Apple's Nano

The events in New Orleans maxed out the bandwidth of the News channels, so Apple had to compete for attention. Steve Jobs, with his talent for publicity, did well anyway. There had been too much speculation about the “iPhone” for it to deliver any surprises and thus press comment on it has been muted, expressing a little disappointment. It cannot play music as your ring tone – the carriers would not like that – they sell rings tones for $1.5 to $3 which is a good deal more than the iTunes price of 99 cents a song. The song capacity is low (at 1000 songs) and the only surprise is flashing lights in the side of the phone to sync with the music. It’s the kind of ostentatious feature that will appeal to the teens and irritate everyone else. Worst of all is that you cannot download songs over the air; you have to pull them in from your PC.

However this is no great surprise, because the carriers will want a cut of the action for downloading songs over the air. Who’s going to want to pay their tax? Nobody I think. Already there are mobile phones that support WiFi, and WiFi is getting so pervasive that the next generation of phones will probably all be equipped.

Hey carriers, listen. Give it up. Carry the music just for call charges – otherwise you’ll lose all the business. You don’t have a sustainable monopoly of any kind. WiFi is going to eat it for breakfast. The mesh networks are coming. You have to compete on value and convenience. Do you hear me?

Anyway Steve Jobs wrong-footed everyone by announcing the “iPod nano”, which no-one expected. This has drawn a good deal of attention because it is one third the thickness of the typical iPod and will appeal to the teens. It’s all memory stick, but more memory stick than was in the iPod Shuffle. The surprise got him his column inches and I’m sure he’s happy with the coverage.

The next version of the “iPhone” will be the interesting one. Apple is not going to be happy with the limitations of this version.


What is expected: The entries shown here must be retyped in full, with no pictures included.

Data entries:
+-------+

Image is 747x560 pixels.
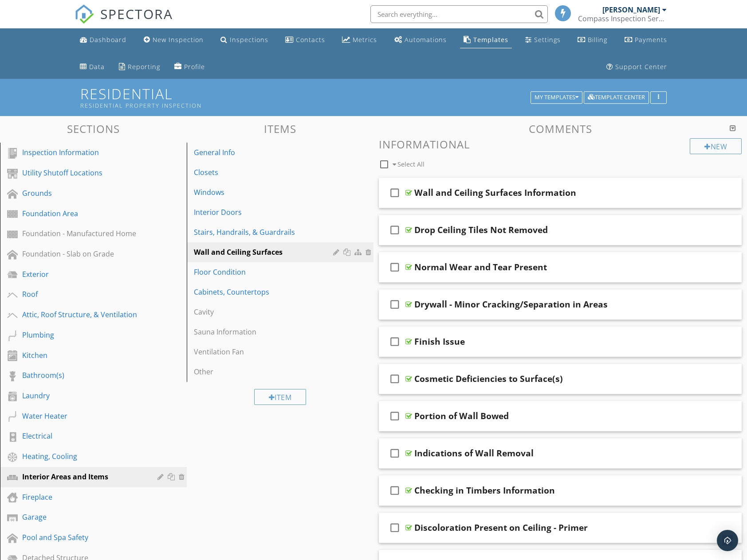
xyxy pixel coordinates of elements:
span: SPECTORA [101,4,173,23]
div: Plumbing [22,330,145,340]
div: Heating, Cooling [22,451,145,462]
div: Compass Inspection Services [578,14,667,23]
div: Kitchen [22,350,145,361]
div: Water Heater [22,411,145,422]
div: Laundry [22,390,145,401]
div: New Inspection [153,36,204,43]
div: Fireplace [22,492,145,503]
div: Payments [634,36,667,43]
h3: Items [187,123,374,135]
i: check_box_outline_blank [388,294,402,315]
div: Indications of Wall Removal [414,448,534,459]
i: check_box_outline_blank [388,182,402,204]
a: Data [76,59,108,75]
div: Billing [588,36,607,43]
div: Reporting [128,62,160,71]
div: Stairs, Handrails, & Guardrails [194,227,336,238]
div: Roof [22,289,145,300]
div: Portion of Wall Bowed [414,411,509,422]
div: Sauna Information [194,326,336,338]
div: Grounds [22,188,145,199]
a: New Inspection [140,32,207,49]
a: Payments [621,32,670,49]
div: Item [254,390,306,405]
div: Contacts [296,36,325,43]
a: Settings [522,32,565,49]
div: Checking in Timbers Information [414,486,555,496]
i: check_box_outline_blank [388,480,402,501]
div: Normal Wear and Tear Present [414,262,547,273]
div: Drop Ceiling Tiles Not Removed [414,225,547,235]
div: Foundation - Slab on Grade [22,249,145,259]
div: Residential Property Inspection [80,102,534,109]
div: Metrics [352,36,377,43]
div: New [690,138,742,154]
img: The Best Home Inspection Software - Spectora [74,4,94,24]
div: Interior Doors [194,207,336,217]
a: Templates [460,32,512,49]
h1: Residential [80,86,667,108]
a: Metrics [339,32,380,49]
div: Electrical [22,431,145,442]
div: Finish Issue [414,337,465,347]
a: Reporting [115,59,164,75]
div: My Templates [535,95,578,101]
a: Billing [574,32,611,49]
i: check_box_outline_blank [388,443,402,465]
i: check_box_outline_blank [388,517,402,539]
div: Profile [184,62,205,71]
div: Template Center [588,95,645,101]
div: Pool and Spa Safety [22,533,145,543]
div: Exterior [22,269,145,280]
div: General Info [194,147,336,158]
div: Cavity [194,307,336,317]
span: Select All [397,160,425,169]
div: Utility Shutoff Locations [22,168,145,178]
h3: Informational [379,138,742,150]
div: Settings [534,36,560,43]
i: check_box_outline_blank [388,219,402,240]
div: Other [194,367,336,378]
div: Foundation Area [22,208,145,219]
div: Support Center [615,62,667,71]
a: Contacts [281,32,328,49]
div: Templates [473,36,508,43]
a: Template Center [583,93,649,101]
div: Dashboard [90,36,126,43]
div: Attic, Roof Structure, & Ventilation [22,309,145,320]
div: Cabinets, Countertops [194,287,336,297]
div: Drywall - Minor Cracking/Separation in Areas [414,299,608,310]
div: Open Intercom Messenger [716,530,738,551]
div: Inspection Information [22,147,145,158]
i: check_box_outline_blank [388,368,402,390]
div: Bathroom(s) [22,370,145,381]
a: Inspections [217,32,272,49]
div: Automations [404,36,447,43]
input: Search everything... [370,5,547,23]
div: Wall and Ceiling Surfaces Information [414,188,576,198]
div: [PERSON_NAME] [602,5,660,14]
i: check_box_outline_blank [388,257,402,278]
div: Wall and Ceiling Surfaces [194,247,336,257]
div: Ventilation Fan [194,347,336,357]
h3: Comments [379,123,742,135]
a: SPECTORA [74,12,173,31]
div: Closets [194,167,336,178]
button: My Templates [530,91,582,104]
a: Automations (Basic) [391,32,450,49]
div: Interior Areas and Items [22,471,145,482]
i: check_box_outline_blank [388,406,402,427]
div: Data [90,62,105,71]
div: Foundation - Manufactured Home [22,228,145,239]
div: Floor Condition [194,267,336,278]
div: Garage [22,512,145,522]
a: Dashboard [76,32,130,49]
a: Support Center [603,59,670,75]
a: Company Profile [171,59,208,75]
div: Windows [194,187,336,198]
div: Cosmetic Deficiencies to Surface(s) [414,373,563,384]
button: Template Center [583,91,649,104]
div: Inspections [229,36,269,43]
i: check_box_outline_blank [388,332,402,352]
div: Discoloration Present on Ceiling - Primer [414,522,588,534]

+-------+

Response to this exercise:
Image is 747x560 pixels.
xyxy pixel coordinates of elements:
span: SPECTORA [101,4,173,23]
div: Plumbing [22,330,145,340]
div: Heating, Cooling [22,451,145,462]
div: Compass Inspection Services [578,14,667,23]
div: Kitchen [22,350,145,361]
div: Water Heater [22,411,145,422]
div: Laundry [22,390,145,401]
div: New Inspection [153,36,204,43]
div: Fireplace [22,492,145,503]
div: Payments [634,36,667,43]
h3: Items [187,123,374,135]
i: check_box_outline_blank [388,294,402,315]
div: Indications of Wall Removal [414,448,534,459]
i: check_box_outline_blank [388,182,402,204]
a: Data [76,59,108,75]
div: Billing [588,36,607,43]
div: Reporting [128,62,160,71]
div: Stairs, Handrails, & Guardrails [194,227,336,238]
div: Roof [22,289,145,300]
div: Portion of Wall Bowed [414,411,509,422]
div: Sauna Information [194,326,336,338]
div: Grounds [22,188,145,199]
a: New Inspection [140,32,207,49]
a: Payments [621,32,670,49]
div: Item [254,390,306,405]
div: Contacts [296,36,325,43]
a: Settings [522,32,565,49]
div: Checking in Timbers Information [414,486,555,496]
i: check_box_outline_blank [388,480,402,501]
div: Normal Wear and Tear Present [414,262,547,273]
div: Drop Ceiling Tiles Not Removed [414,225,547,235]
div: Foundation - Slab on Grade [22,249,145,259]
div: Residential Property Inspection [80,102,534,109]
div: Metrics [352,36,377,43]
div: New [690,138,742,154]
img: The Best Home Inspection Software - Spectora [74,4,94,24]
div: Interior Doors [194,207,336,217]
a: Templates [460,32,512,49]
h1: Residential [80,86,667,108]
a: Metrics [339,32,380,49]
div: Electrical [22,431,145,442]
div: Finish Issue [414,337,465,347]
a: Reporting [115,59,164,75]
div: My Templates [535,95,578,101]
a: Billing [574,32,611,49]
i: check_box_outline_blank [388,443,402,465]
i: check_box_outline_blank [388,517,402,539]
div: Profile [184,62,205,71]
div: Template Center [588,95,645,101]
div: Pool and Spa Safety [22,533,145,543]
div: Exterior [22,269,145,280]
div: General Info [194,147,336,158]
div: Cavity [194,307,336,317]
span: Select All [397,160,425,169]
div: Utility Shutoff Locations [22,168,145,178]
h3: Informational [379,138,742,150]
div: Settings [534,36,560,43]
i: check_box_outline_blank [388,219,402,240]
div: Other [194,367,336,378]
div: Foundation Area [22,208,145,219]
div: Support Center [615,62,667,71]
a: Contacts [281,32,328,49]
div: Templates [473,36,508,43]
a: Template Center [583,93,649,101]
div: Dashboard [90,36,126,43]
div: Attic, Roof Structure, & Ventilation [22,309,145,320]
div: Cabinets, Countertops [194,287,336,297]
div: Drywall - Minor Cracking/Separation in Areas [414,299,608,310]
div: Open Intercom Messenger [716,530,738,551]
div: Inspection Information [22,147,145,158]
i: check_box_outline_blank [388,368,402,390]
div: Bathroom(s) [22,370,145,381]
a: Inspections [217,32,272,49]
div: Automations [404,36,447,43]
input: Search everything... [370,5,547,23]
div: Wall and Ceiling Surfaces Information [414,188,576,198]
div: [PERSON_NAME] [602,5,660,14]
i: check_box_outline_blank [388,257,402,278]
div: Wall and Ceiling Surfaces [194,247,336,257]
div: Ventilation Fan [194,347,336,357]
h3: Comments [379,123,742,135]
a: SPECTORA [74,12,173,31]
div: Closets [194,167,336,178]
button: My Templates [530,91,582,104]
a: Automations (Basic) [391,32,450,49]
div: Interior Areas and Items [22,471,145,482]
i: check_box_outline_blank [388,406,402,427]
div: Data [90,62,105,71]
div: Foundation - Manufactured Home [22,228,145,239]
div: Floor Condition [194,267,336,278]
div: Garage [22,512,145,522]
a: Dashboard [76,32,130,49]
a: Support Center [603,59,670,75]
a: Company Profile [171,59,208,75]
div: Windows [194,187,336,198]
div: Cosmetic Deficiencies to Surface(s) [414,373,563,384]
button: Template Center [583,91,649,104]
div: Inspections [229,36,269,43]
i: check_box_outline_blank [388,332,402,352]
div: Discoloration Present on Ceiling - Primer [414,522,588,534]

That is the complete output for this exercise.